Raines, Cadwell Walton

1876

(September 18, 1839 - August 2, 1906) Born in Georgia, Raines came to Texas in 1858. After serving in Gen. R. M. Gano's Texas Cavalry Regiment in the Civil War, he was a teacher in New Braunfels and a lawyer in Canton. Van Zandt County Judge from 1876 to 1878, he played a major role in the infamous County Seat War of 1877. He published newspapers at Wills Point, Mineola, and Quitman. In Quitman he became Wood County Judge and was appointed State Librarian in 1891 by his friend, Governor James Stephen Hogg. Raines rebuilt the neglected state library and began its invaluable collection of Texana from 1895 to 1899 and again from 1899 until his death. (1998)

Free State of Van Zandt

1861

Several explanations have been proposed for the origin of the name Free State of Van Zandt for Van Zandt County.

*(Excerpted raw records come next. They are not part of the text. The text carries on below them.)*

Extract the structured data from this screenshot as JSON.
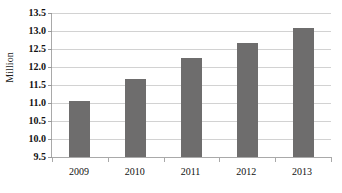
{
  "chart_data": {
    "type": "bar",
    "title": "",
    "subtitle": "",
    "xlabel": "",
    "ylabel": "Million",
    "categories": [
      "2009",
      "2010",
      "2011",
      "2012",
      "2013"
    ],
    "values": [
      11.05,
      11.68,
      12.25,
      12.67,
      13.07
    ],
    "series": [
      {
        "name": "Million",
        "values": [
          11.05,
          11.68,
          12.25,
          12.67,
          13.07
        ]
      }
    ],
    "ylim": [
      9.5,
      13.5
    ],
    "ytick_labels": [
      "13.5",
      "13.0",
      "12.5",
      "12.0",
      "11.5",
      "11.0",
      "10.5",
      "10.0",
      "9.5"
    ],
    "ytick_values": [
      13.5,
      13.0,
      12.5,
      12.0,
      11.5,
      11.0,
      10.5,
      10.0,
      9.5
    ],
    "ytick_step": 0.5,
    "grid": true,
    "grid_axis": "y",
    "legend": false,
    "legend_position": "none",
    "bar_color": "#6e6d6d",
    "gridline_color": "#d2d2d2",
    "axis_color": "#a9a9a9",
    "background_color": "#ffffff",
    "annotations": []
  }
}
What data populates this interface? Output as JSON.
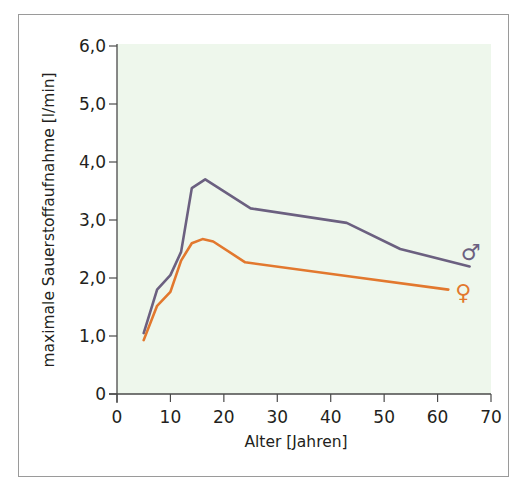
{
  "chart_data": {
    "type": "line",
    "title": "",
    "xlabel": "Alter [Jahren]",
    "ylabel": "maximale Sauerstoffaufnahme [l/min]",
    "xlim": [
      0,
      70
    ],
    "ylim": [
      0,
      6
    ],
    "x_ticks": [
      "0",
      "10",
      "20",
      "30",
      "40",
      "50",
      "60",
      "70"
    ],
    "y_ticks": [
      "0",
      "1,0",
      "2,0",
      "3,0",
      "4,0",
      "5,0",
      "6,0"
    ],
    "grid": false,
    "legend_position": "inline-right",
    "plot_background": "#eef7ec",
    "series": [
      {
        "name": "männlich",
        "symbol": "♂",
        "color": "#6b6080",
        "x": [
          5,
          7.5,
          10,
          12,
          14,
          16.5,
          25,
          43,
          53,
          66
        ],
        "values": [
          1.05,
          1.8,
          2.05,
          2.45,
          3.55,
          3.7,
          3.2,
          2.95,
          2.5,
          2.2
        ]
      },
      {
        "name": "weiblich",
        "symbol": "♀",
        "color": "#e2782e",
        "x": [
          5,
          7.5,
          10,
          12,
          14,
          16,
          18,
          24,
          44,
          62
        ],
        "values": [
          0.93,
          1.52,
          1.76,
          2.3,
          2.6,
          2.67,
          2.63,
          2.27,
          2.02,
          1.8
        ]
      }
    ]
  }
}
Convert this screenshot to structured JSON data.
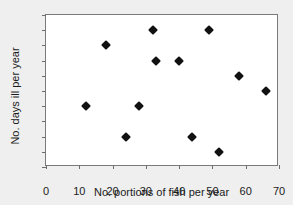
{
  "chart_data": {
    "type": "scatter",
    "title": "",
    "xlabel": "No. portions of fish per year",
    "ylabel": "No. days ill per year",
    "xlim": [
      0,
      70
    ],
    "ylim": [
      0,
      10
    ],
    "xticks": [
      0,
      10,
      20,
      30,
      40,
      50,
      60,
      70
    ],
    "yticks": [
      0,
      1,
      2,
      3,
      4,
      5,
      6,
      7,
      8,
      9,
      10
    ],
    "grid": false,
    "legend": null,
    "marker_style": "filled-diamond",
    "marker_color": "#111111",
    "points": [
      {
        "x": 12,
        "y": 4
      },
      {
        "x": 18,
        "y": 8
      },
      {
        "x": 24,
        "y": 2
      },
      {
        "x": 28,
        "y": 4
      },
      {
        "x": 32,
        "y": 9
      },
      {
        "x": 33,
        "y": 7
      },
      {
        "x": 40,
        "y": 7
      },
      {
        "x": 44,
        "y": 2
      },
      {
        "x": 49,
        "y": 9
      },
      {
        "x": 52,
        "y": 1
      },
      {
        "x": 58,
        "y": 6
      },
      {
        "x": 66,
        "y": 5
      }
    ]
  },
  "style": {
    "background": "#efefef",
    "plot_background": "#ffffff",
    "axis_color": "#7a7a7a"
  }
}
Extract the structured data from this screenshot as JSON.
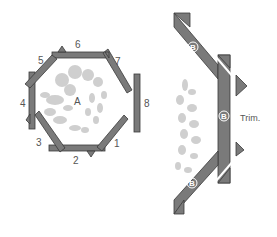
{
  "diagram": {
    "left_panel": {
      "center_label": "A",
      "piece_labels": [
        "1",
        "2",
        "3",
        "4",
        "5",
        "6",
        "7",
        "8"
      ]
    },
    "right_panel": {
      "strip_labels": [
        "B",
        "B",
        "B"
      ],
      "trim_label": "Trim."
    },
    "colors": {
      "strip_fill": "#7a7a7a",
      "strip_stroke": "#3a3a3a",
      "pattern_fill": "#cfcfcf",
      "label_color": "#555555",
      "background": "#ffffff"
    }
  }
}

The first is that when Van Zandt and Kaufman counties were formed from Henderson County, all debts for the area were retained by Henderson County, and consequently Van Zandt County became known as a debt-free territory. Resentful politicians of Henderson County thereafter referred to Van Zandt County as a free state. Another explanation states that in 1861 some 350 residents attended a meeting to protest secession . They reasoned that if Texas could leave the Union, then Van Zandt County could leave the state of Texas. These people tried to organize a government until they were threatened with military intervention. In another story, a slaveowner from out of the state came through Van Zandt County seeking a place to keep his slaves after Confederate setbacks. Asked if Van Zandt County would suffice, the man replied, "Hell no, I had as soon think of taking them to a free state. I came all the way from Quitman and never so much as saw a slave." In yet another tale, during Reconstruction residents declared Van Zandt County independent of state and national authority. Gen. Philip H. Sheridan sent troops, eventually captured the perpetrators, and imprisoned them near Canton. Although the rebels had temporarily routed the United States troops, in their eagerness to celebrate they drank too much and failed to post a guard. All eventually escaped.